If anyone wants to hear how easy it is for law-enforcement to snoop on your physical location (with the friendly help of your mobile carrier--which will gladly sell your privacy for a bag of your tax dollars and as little documentation as a scribbled post-it note request), then call Sprint PCS' law-enforcement surveillance autoattendant at (800)877-7330, Option 4 for "GPS ping requests".
Telecom Digest list members in the Philadelphia area may want to visit the Federal Courthouse at 6th & Market Streets this Thursday morning (2/11/10) to see and hear U.S. government spooks argue why they shouldn't have to show probable cause to electronically track your movements and spend your tax dollars doing it. ACLU, EFF, and CDT lawyers will be there arguing for your electronic privacy rights.
A good public showing might convey to the Judges that "We the People" don't want our government performing unwarranted electronic surveillance on us. Plus it's a good opportunity to meet and thank lawyers from public-advocacy groups who are working hard to protect your electronic privacy rights.
(Please forgive my 'activist' posting, but I figured Telecom Digest list members might understand and care more about this issue than the general public, and are in a better position to educate others about it.)
-bernieS
Case offers rare glimpse into the mechanics of federal criminal investigations where nearly all documents are filed ex parte and stay under seal until indictments are handed up
Shannon P. Duffy The Legal Intelligencer February 08, 2010
In a case that could prove to be one of the most important privacy rights battles of the modern era, the 3rd U.S. Circuit Court of Appeals will hear argument this week on the proper legal standard to apply when prosecutors demand cell phone location data.
The data, which are recorded about once every seven seconds whenever a cell phone is turned on, effectively track the whereabouts and the comings and goings of every cell phone user.
Justice Department lawyers argue that, by statute, they need only show "reasonable grounds" to believe that such records are "relevant and material to an ongoing criminal investigation."
But a federal magistrate judge in Pittsburgh strongly disagreed in February 2008, issuing a 52-page opinion that said the prosecutors must meet the "probable cause" standard.
"This court believes that citizens continue to hold a reasonable expectation of privacy in the information the government seeks regarding their physical movements/locations -- even now that such information is routinely produced by their cell phones -- and that, therefore, the government's investigatory search of such information continues to be protected by the Fourth Amendment's warrant requirement," U.S. Magistrate Judge Lisa Pupo Lenihan wrote.
Now, in an appeal of Lenihan's ruling, the 3rd Circuit will become the first federal appellate court to tackle the question as Justice Department lawyers square off against a coalition of privacy and civil liberties lawyers from the Electronic Frontier Foundation, the Center for Democracy & Technology and the American Civil Liberties Union.
The appeal is scheduled to be heard on Thursday by 3rd Circuit Judges Dolores K. Sloviter and Jane R. Roth and visiting 9th Circuit Senior Judge A. Wallace Tashima.
Justice Department attorney Mark Eckenwiler will argue for the federal government and will be opposed by Kevin Bankston of the Electronic Frontier Foundation and law professor Susan Freiwald of the University of San Francisco School of Law.
[snip]Under a lower standard, Lenihan said, the data would be "particularly vulnerable to abuse" because of the ex parte nature of the proceedings and the "undetectable nature" of the cell phone service provider's compliance with such an order.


### EXERCISE OBJECTIVE
Leaving out every picture, please repeat exactly the line that contains "The image size is (452, 223)." and each line after it through the final line below.

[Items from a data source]
++++++
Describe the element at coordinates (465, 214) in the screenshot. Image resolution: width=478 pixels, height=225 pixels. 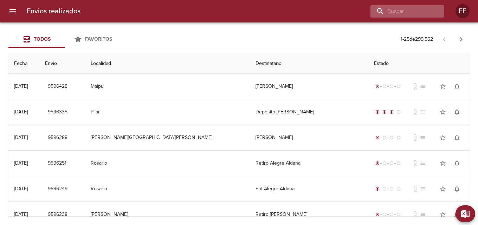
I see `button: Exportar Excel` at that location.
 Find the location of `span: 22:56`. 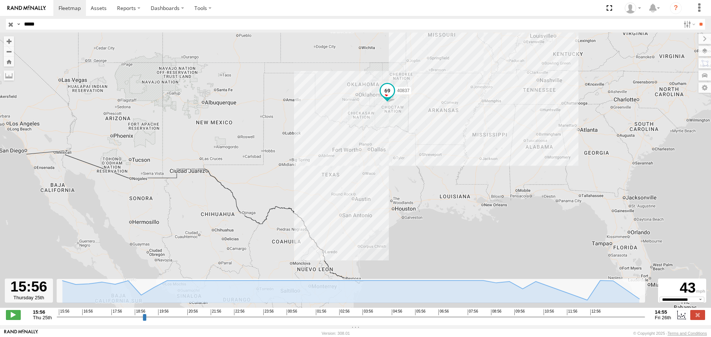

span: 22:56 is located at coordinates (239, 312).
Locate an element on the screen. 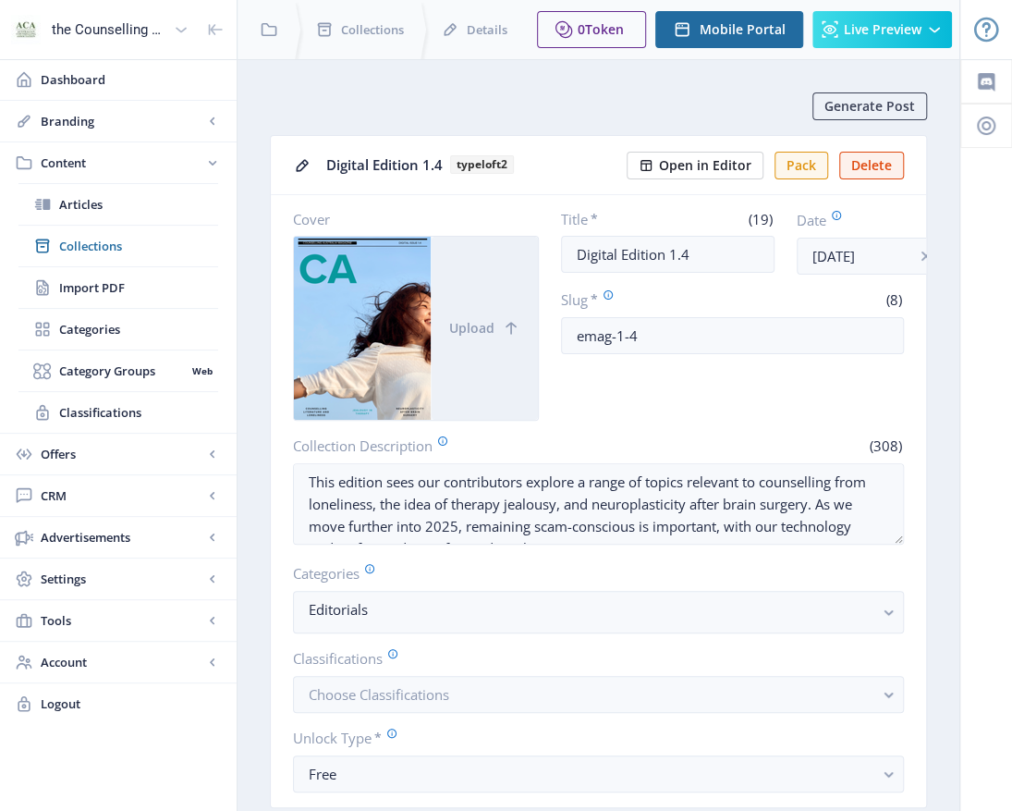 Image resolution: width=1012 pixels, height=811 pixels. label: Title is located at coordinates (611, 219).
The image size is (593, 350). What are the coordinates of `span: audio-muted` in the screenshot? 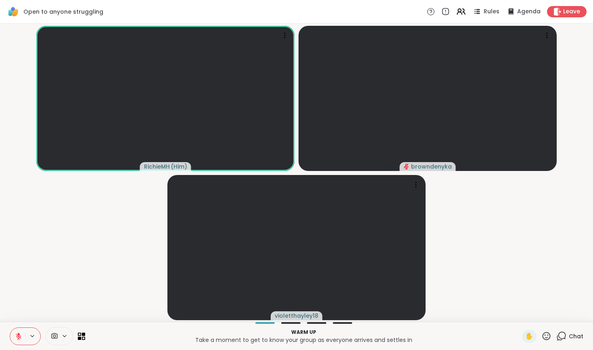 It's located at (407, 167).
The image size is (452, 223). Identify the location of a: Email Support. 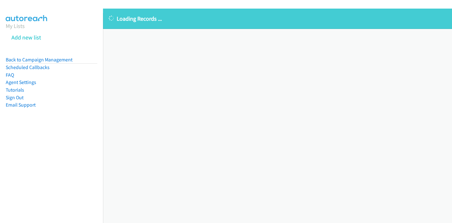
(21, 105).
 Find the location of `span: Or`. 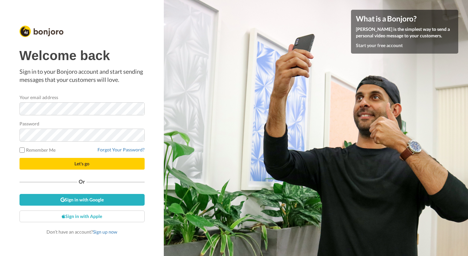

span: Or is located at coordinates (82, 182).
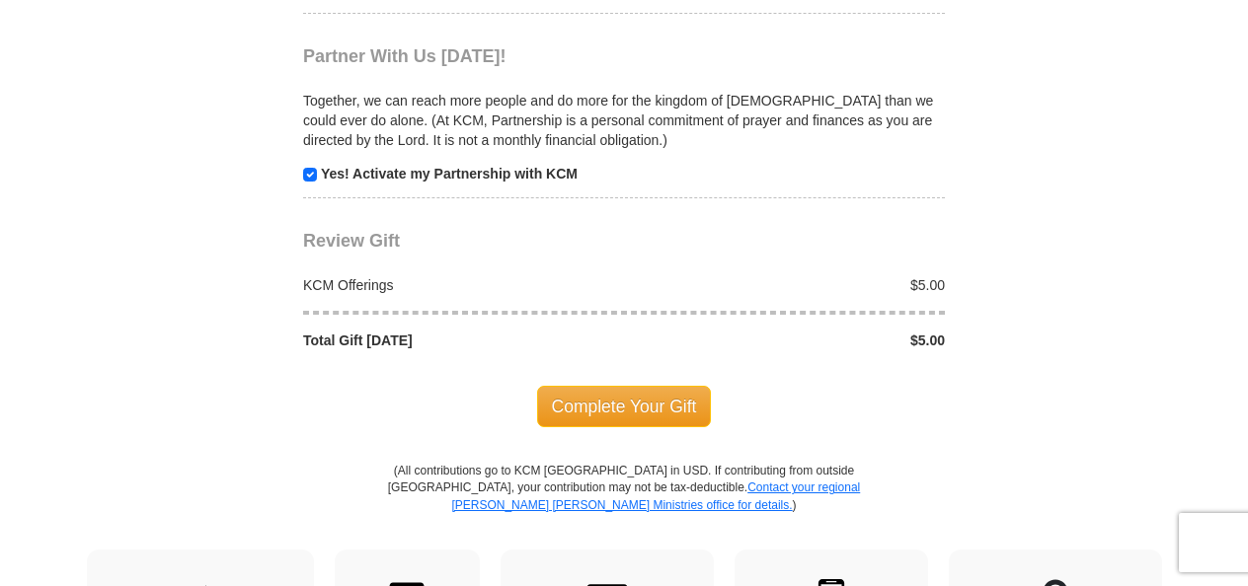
++++++
### ANSWER TO THE EXERCISE
The image size is (452, 223). Identify the location of a: Email Support. 
(21, 105).
 Find the location of `span: Or`. 

span: Or is located at coordinates (82, 182).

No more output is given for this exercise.